Not only does art imitate life, it tells ironic jokes.

Dreamin’ Wild is written, directed and produced by Bill Pohlad, who previously directed the 2014 Brian Wilson biopic, Love & Mercy. Here he has based his screenplay on Steven Kurutz’s essay about two farm-raised teenage brothers (Donnie and Joe Emerson) who released the funky rock album Dreamin’ Wild in 1979 to absolutely no acclaim.

Possibly the self-released LP was passed over as soon as radio programmers looked at the album cover: two boys from rural Washington dressed in flagrantly wing-collared white jumpsuits – the outrageous love children of Marie Osmond and Elvis.

Nearly 30 years later, however, the chance discovery of a copy of Dreamin’ Wild in an antique store by a record collector eventually led to the “lost” album’s re-release by the revivalist label Light in the Attic Records in 2012.

That feelgood story of a long dormant musical dream finally realized was enough to earn major press attention, but is it enough for a feature-length film? Probably not, which is why writer-director Pohlad piled on the melodrama and leaned into clichés.

The Emerson family is portrayed as simple farm folk sheltered from modernity. They do not watch television and have no internet. When told online music magazine Pitchfork had awarded the reissued album an eight-out-of-10 rating – the reviewer called it a “godlike symphony to teenhood” – the father wonders, “Is that good?”

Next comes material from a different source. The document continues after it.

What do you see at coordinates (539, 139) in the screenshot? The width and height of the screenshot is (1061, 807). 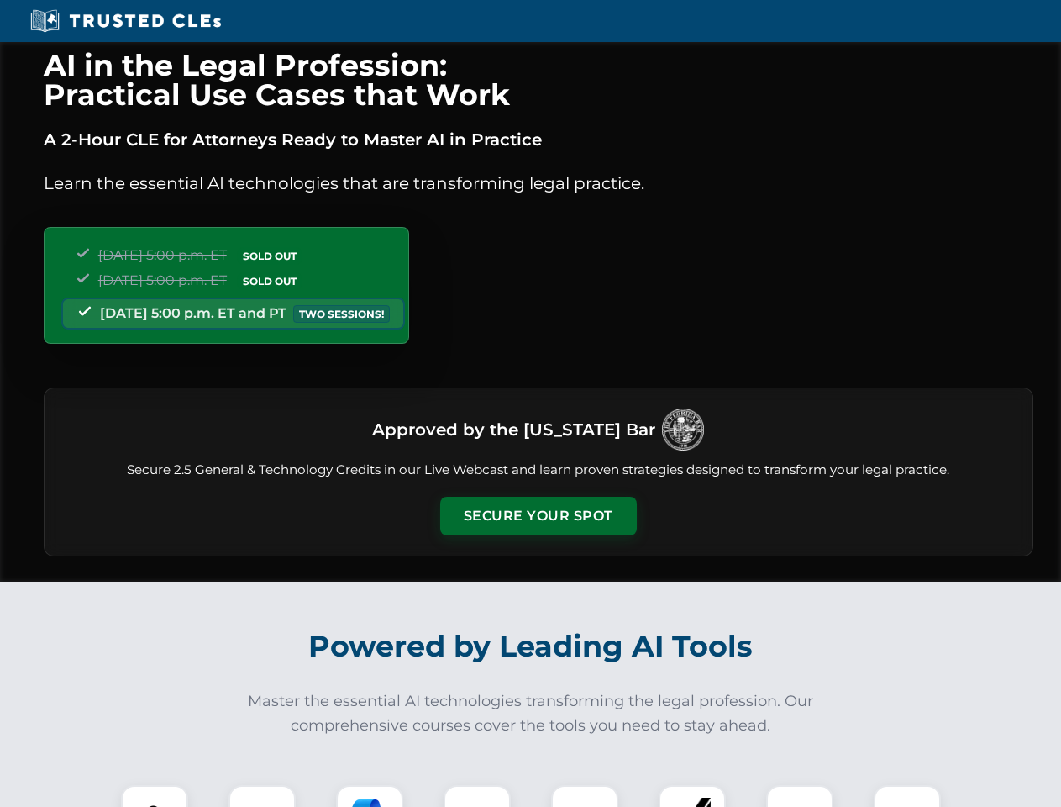 I see `p: A 2-Hour CLE for Attorneys Ready to Master AI in Practice` at bounding box center [539, 139].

The father, played by Beau Bridges, was no aw-shucks rube in real life, though. He arranged for the building of a modern recording studio for his boys on the grounds of the farm.

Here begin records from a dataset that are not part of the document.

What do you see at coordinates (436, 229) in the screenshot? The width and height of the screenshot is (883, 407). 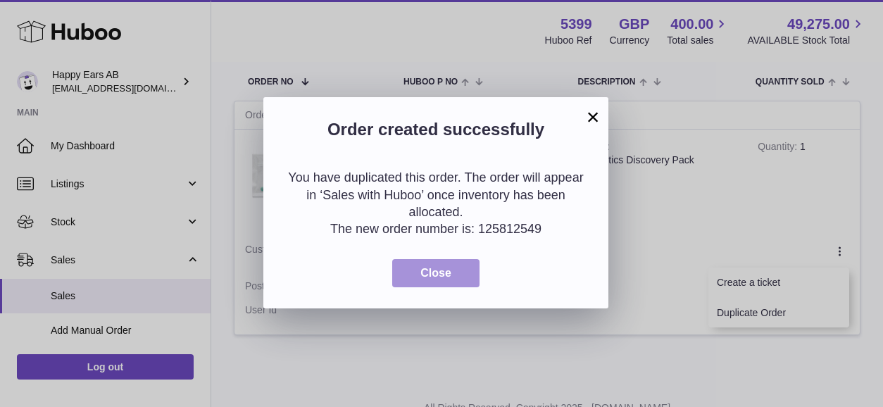 I see `p: The new order number is: 125812549` at bounding box center [436, 229].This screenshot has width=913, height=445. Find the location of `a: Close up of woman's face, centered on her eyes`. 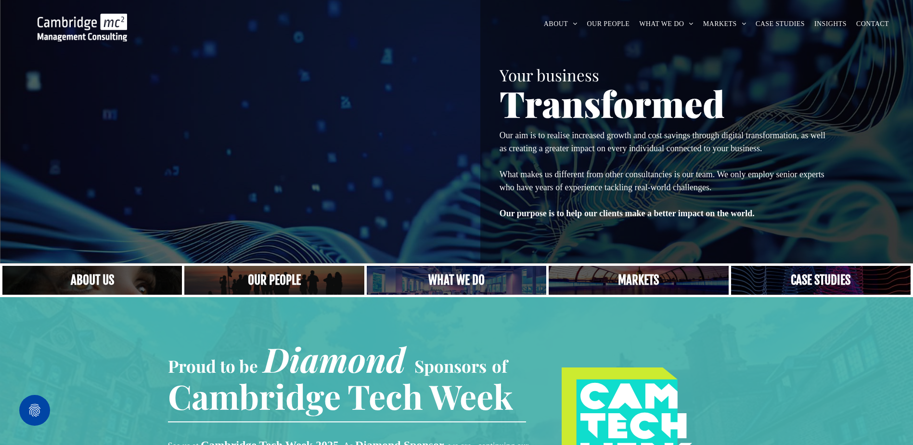

a: Close up of woman's face, centered on her eyes is located at coordinates (92, 280).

He also literally bet the farm on their music – and lost. Unable to pay off the loans that financed the musical pipe dreams of his sons, the family lost more than 1,500 of the farm’s 1,700 acres to the bank. That sacrifice weighs heavily on the conscience of Donnie, the melodically gifted half of the sibling duo, played by Affleck as an unshaven, guilt-ridden man who wears flannel like a coat of emotional armour.

He is jaded. When approached by a record label man (Chris Messina) about the relaunching of his and his brother’s music career, he wants to know, “What’s that gonna cost us?” Told it will not cost him a cent, he is suspect: “We’ve been promised things before, and we were left holding the bag.”

It is a typical role for Affleck, who won an Academy Award as an irritable loner in 2016′s Manchester by the Sea. Memorably, he was the awkward coward in The Assassination of Jesse James by the Coward Robert Ford opposite Brad Pitt’s extroverted outlaw.

Dreamin’ Wild as a whole is subdued, sleepily told with help of seventies flashbacks. Noah Jupe (Ford v Ferrari and Honey Boy) plays teenage Donnie. An ebullient dreamer in his youth, he is morose as an adult.

The character of his older brother, the trying but untalented drummer Joe, is capably handled by Walton Goggins. The script does not pay serious attention to him.

And while the film’s star is obviously Affleck, the soul is the veteran Bridges, so often in the shadow of his more successful actor brother Jeff Bridges. Beau would understand the plight of Affleck, brother of Ben/Batman. Stardom is a funny thing; its timelines are unpredictable.